Russian candy giant Krasny Oktyabr has sweetened its sugar-laden pot by taking a 51 percent controlling stake in the state-owned Moscow candy factory Kolomensky, company officials said Monday.
The $166 million purchase, approved by stockholders Saturday, raises the confectionery giant's market share to 7 percent from 5 percent, or 105,000 kilograms of the 1.5 million kilograms produced annually in Russia, the company's president, Anatoly Daursky said.
News of the merger shot share prices in Krasny Oktyabr, or Red October, up from $7.20 on Tuesday to $12 by Friday, said Anna Zaderman, an analyst with the Skate financial information agency.
Krasny Oktyabr's largest shareholders are the Moscow Property Fund, with 16.8 percent of voting shares, and Chase Manhattan Bank, with 10 percent, Zaderman said. Property fund officials declined to comment on the deal, but a Chase Manhattan spokesman said the bank considered the move "a step in the right direction."
The move will boost the company's production from 60,000 tons of candy annually to 70,000 tons, Daursky said.
By comparison, however, British confectioner Cadbury's single factory in Novgorod, which began production in September, already boasts an annual output of 40,000 tons, said Peter Knauer, the company's commercial director.
Pavel Cherepanov, Krasny Oktyabr's general director, was optimistic that exports to foreign countries would level the competition. The company already exports 3 percent of its produce to Germany, the United States and Mongolia, Cherepanov said, and Kolomensky's holdings should triple exports within the next three years.
The stake will also further solidify Krasny Oktyabr's position within the Commonwealth of Independent States, as Kolomensky has 20 plants throughout the region. Other plans include simplifying packaging, which has consisted of elaborate, multi-colored artwork. "Snickers and Mars bars, which control the market, come in plain brown wrappers," said Daursky. "Our young people are getting used to this, and we should follow suit."
Taking heed of such no-frills market trends -- glibly referred to by Russian confectioners as "snickerization" -- may be key to the survival of Krasny Oktyabr, as well as other Russian chocolate producers.
Russian candy makers are facing a full-scale assault by foreign producers -- and not only in the form of imports.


_Work to complete_:
Whenever the word "Figuur" turns up in a line below, that line should be copied.

_Dataset excerpts_:
•••

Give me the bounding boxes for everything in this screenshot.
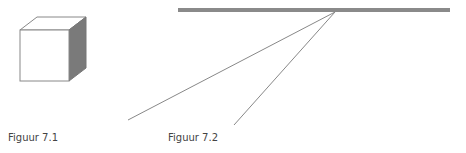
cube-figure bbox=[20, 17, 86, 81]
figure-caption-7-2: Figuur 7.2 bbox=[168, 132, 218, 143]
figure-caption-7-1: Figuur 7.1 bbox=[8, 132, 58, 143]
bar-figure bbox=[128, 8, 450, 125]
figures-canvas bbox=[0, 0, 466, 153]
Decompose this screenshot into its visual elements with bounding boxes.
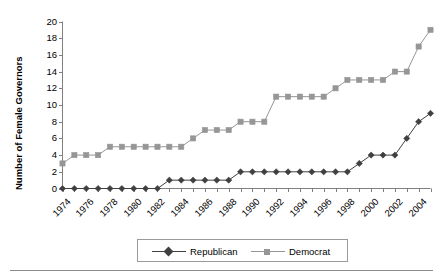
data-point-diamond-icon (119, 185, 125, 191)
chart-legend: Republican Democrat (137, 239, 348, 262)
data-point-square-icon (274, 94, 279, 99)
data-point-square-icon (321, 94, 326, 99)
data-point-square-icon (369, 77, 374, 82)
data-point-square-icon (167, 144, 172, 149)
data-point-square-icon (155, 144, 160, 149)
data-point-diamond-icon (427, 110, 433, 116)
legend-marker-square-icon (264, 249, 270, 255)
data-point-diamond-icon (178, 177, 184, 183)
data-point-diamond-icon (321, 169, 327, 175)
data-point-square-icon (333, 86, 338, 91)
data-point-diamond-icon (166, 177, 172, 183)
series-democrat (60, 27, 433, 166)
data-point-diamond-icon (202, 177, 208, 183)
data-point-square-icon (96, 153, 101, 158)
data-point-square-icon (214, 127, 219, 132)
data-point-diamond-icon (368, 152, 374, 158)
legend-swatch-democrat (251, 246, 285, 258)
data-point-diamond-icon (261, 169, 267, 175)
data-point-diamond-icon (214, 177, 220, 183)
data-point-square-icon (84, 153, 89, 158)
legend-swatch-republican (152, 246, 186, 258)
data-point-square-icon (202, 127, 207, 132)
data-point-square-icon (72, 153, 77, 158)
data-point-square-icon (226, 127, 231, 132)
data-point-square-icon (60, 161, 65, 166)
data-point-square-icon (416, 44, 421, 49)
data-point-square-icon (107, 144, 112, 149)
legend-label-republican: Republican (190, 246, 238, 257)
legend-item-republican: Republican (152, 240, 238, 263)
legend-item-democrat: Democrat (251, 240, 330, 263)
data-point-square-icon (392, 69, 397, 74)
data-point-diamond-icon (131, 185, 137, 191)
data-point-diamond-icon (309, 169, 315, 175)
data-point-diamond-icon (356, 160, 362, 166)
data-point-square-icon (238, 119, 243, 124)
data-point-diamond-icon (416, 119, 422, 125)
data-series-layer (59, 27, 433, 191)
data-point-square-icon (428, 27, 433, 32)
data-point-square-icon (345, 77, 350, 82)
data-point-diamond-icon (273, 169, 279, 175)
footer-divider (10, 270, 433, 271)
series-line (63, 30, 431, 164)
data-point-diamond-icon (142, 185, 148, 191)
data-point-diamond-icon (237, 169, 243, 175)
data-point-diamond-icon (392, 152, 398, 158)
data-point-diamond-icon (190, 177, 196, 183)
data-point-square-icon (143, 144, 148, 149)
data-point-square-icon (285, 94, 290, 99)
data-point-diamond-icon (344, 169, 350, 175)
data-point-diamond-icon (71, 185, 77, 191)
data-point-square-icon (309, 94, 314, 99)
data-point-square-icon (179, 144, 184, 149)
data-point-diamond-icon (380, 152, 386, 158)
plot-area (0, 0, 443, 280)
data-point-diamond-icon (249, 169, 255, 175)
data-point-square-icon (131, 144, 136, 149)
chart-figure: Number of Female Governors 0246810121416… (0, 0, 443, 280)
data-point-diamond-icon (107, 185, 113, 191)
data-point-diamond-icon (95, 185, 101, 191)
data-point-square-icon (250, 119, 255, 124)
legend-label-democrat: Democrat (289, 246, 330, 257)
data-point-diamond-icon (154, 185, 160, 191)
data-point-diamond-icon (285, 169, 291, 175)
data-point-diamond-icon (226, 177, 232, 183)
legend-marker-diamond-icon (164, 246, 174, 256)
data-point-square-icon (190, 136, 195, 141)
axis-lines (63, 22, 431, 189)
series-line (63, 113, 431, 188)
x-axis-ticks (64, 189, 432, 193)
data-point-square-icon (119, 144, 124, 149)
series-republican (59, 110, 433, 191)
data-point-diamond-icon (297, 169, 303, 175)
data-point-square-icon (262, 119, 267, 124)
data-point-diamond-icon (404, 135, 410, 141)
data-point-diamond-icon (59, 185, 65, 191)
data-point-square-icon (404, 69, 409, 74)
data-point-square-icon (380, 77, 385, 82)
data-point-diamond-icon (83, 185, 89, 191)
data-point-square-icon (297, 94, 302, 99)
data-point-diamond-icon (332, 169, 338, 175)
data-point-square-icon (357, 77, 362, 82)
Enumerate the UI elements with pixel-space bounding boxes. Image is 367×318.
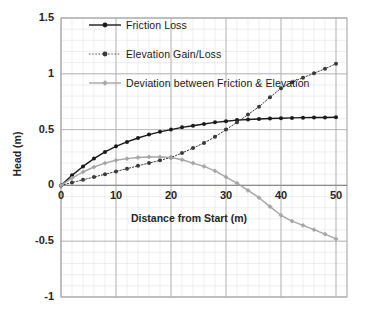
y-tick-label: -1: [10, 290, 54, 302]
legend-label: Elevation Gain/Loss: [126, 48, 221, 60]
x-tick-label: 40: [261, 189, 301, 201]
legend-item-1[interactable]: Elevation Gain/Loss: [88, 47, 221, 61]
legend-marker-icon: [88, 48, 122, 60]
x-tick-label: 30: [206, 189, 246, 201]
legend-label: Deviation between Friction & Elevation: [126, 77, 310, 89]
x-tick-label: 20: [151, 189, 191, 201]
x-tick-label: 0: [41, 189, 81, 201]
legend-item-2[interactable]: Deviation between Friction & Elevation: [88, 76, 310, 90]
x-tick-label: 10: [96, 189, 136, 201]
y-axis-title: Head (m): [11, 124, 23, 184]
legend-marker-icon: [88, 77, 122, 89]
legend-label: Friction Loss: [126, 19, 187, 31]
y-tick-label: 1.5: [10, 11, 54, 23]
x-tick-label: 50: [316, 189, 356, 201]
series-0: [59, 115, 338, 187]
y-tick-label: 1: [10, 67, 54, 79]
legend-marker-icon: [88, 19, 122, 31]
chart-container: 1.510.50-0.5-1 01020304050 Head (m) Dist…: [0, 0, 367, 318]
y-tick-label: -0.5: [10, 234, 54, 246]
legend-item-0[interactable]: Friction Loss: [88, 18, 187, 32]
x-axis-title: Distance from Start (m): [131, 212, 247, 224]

•••

_Written response_:
figure-caption-7-2: Figuur 7.2 bbox=[168, 132, 218, 143]
figure-caption-7-1: Figuur 7.1 bbox=[8, 132, 58, 143]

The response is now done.